During Tuesday night’s Y Combinator event, Sam Altman had what YC partner Tyler Bosmeny called a “mic drop moment.” Altman provided $2 million worth of OpenAI tokens to all startups in the current class in exchange for startup equity.
In other words, he promised that OpenAI would invest across the class, not with cash, but with an allocation of AI tokens that startups could use to build their products.
According to Y Combinator’s directory, the group includes around 169 startups.
How much equity each startup can expect to part with cannot be determined at the time the deal is signed. It depends on how much the startup is worth when it raises its first pricing round, a funding round where investors assign a formal valuation to the company.
Y Combinator managing director Jared Friedman told TechCrunch that the deal will be offered as an “uncapped SAFE,” meaning it will “convert at the next price round, typically a Series A.”
SAFE is YC’s standard contract structure for early-stage companies raising capital before an initial “pricing” round with valuation. Uncapped SAFEs have no cap on valuation, which benefits founders because the higher the valuation at the time of conversion, the less of a portion of the company the investor receives.
I’ve seen some discussion around X that the deal could result in OpenAI having about a 2% stake if the startup reaches a $100 million valuation, but I can’t confirm that without seeing the actual terms.
For OpenAI, this deal works on two levels. Obviously, the company can take a stake in this early-stage company and make a profit if it’s successful. But it also encourages you to build your business on or using OpenAI. Whether or not this locks them in long-term, it means they won’t default to OpenAI competitors like Anthropic’s Claude Code.
The token itself could potentially make trading even more lucrative. As inference costs continue to fall, what OpenAI is delivering today may cost next to nothing to produce tomorrow, making the stock it receives in return look increasingly cheap.
Of course, there is already a lot of commentary on X as to why this is not a good deal for startups.
Proponents of the deal believe it will help reduce the cost of AI infrastructure, one of the biggest costs for startups. The cost of AI infrastructure can quickly add up and consume a disproportionate share of an early-stage startup’s budget, at a time when funding is typically already scarce.
There’s another caveat for those who beware buyers. Seed investor Jason Calacanis, who owns competing accelerators and funds, warned that he fears Big Tech.
“Once you have these tokens, there is a non-zero chance that OpenAI will study exactly what your startup is doing, copy your ideas, and include your app in a free offering. This is a classic platform strategy – founders, beware!” he posted.
The fear that OpenAI and Anthropic will swallow up all the good ideas from AI startups is real.
The truth is, if OpenAI wants to make it happen, it can, even if the startup simply pays OpenAI for tokens. By taking a stake, OpenAI may be able to get more, not less, incentives for startups to succeed.
Additionally, as the former head of Y Combinator and a regular guest speaker, Altman has as much access as he wants to any group and its ideas, deal-making or not.
The bigger question for this YC batch is whether the token budget from a single AI player is worth giving up additional equity. Y Combinator has already acquired a 7% stake for a $500,000 cash investment in a standard deal. In return, startups will gain access to YC’s powerful Silicon Valley network of VCs, potential customers, and other founders.
But stock is also valuable for startups. Seed investors often get around 20% as well. And startups need equity to reward early employees.
An even bigger danger is that startups give up capital in the process and exhaust their OpenAI token budget without sufficient evidence. Still, it may be better at that stage than paying for the tokens with cash, an even more scarce resource.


**EXERCISE**
Check the lines of the listing below for the word "title", and state only how many have it.

*** AVAILABLE DATA ***

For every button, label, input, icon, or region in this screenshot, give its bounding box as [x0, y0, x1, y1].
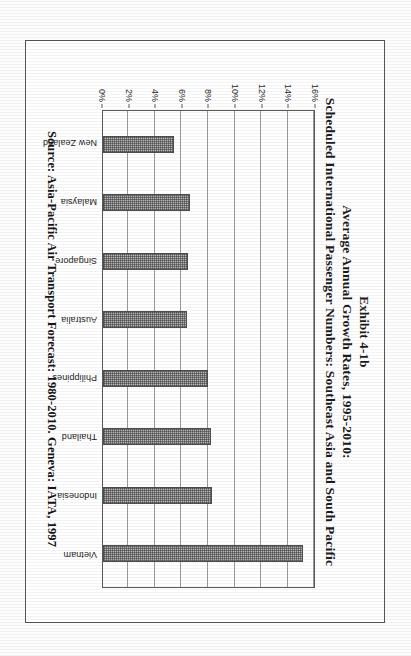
source-note: Source: Asia-Pacific Air Transport Forec… — [44, 66, 59, 612]
bar-slot — [103, 466, 314, 525]
chart-title-block: Exhibit 4-1b Average Annual Growth Rates… — [322, 52, 373, 612]
value-axis-tick-mark — [208, 104, 209, 108]
bar — [103, 311, 187, 328]
bar — [103, 428, 211, 445]
value-axis-tick-label: 6% — [177, 88, 187, 101]
value-axis-tick-mark — [288, 104, 289, 108]
value-axis: 0%2%4%6%8%10%12%14%16% — [102, 52, 315, 108]
category-axis-label: Philippines — [52, 373, 97, 383]
value-axis-tick-mark — [181, 104, 182, 108]
category-axis-label: Thailand — [62, 432, 97, 442]
value-axis-tick-label: 2% — [124, 88, 134, 101]
value-axis-tick-label: 8% — [204, 88, 214, 101]
value-axis-tick-mark — [128, 104, 129, 108]
rotated-chart-stage: Exhibit 4-1b Average Annual Growth Rates… — [35, 52, 375, 612]
bar — [103, 194, 190, 211]
value-axis-tick-label: 0% — [97, 88, 107, 101]
bar — [103, 545, 303, 562]
value-axis-tick-label: 4% — [150, 88, 160, 101]
chart-title-line-2: Average Annual Growth Rates, 1995-2010: — [339, 52, 356, 612]
bar — [103, 135, 174, 152]
category-axis-label: Malaysia — [61, 197, 97, 207]
value-axis-tick-mark — [155, 104, 156, 108]
value-axis-tick-label: 12% — [257, 83, 267, 101]
bar-slot — [103, 232, 314, 291]
plot-area — [102, 110, 315, 588]
value-axis-tick-label: 16% — [310, 83, 320, 101]
category-axis-label: Indonesia — [57, 490, 97, 500]
value-axis-tick-label: 14% — [283, 83, 293, 101]
value-axis-tick-mark — [235, 104, 236, 108]
bar — [103, 369, 208, 386]
scanned-page: Exhibit 4-1b Average Annual Growth Rates… — [0, 0, 411, 656]
chart-title-line-1: Exhibit 4-1b — [356, 52, 373, 612]
value-axis-tick-label: 10% — [230, 83, 240, 101]
bar-slot — [103, 115, 314, 174]
bar-slot — [103, 290, 314, 349]
value-axis-tick-mark — [102, 104, 103, 108]
bar-slot — [103, 524, 314, 583]
bar — [103, 486, 212, 503]
value-axis-tick-mark — [315, 104, 316, 108]
bar-slot — [103, 407, 314, 466]
category-axis-label: Vietnam — [63, 549, 97, 559]
bar — [103, 252, 188, 269]
value-axis-tick-mark — [261, 104, 262, 108]
bar-slot — [103, 173, 314, 232]
bar-slot — [103, 349, 314, 408]
chart-title-line-3: Scheduled International Passenger Number… — [322, 52, 339, 612]
figure-border-box: Exhibit 4-1b Average Annual Growth Rates… — [25, 40, 385, 623]
category-axis-label: Singapore — [55, 255, 97, 265]
category-axis-label: Australia — [61, 314, 97, 324]
bars-layer — [103, 111, 314, 587]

***

**RESULT**
4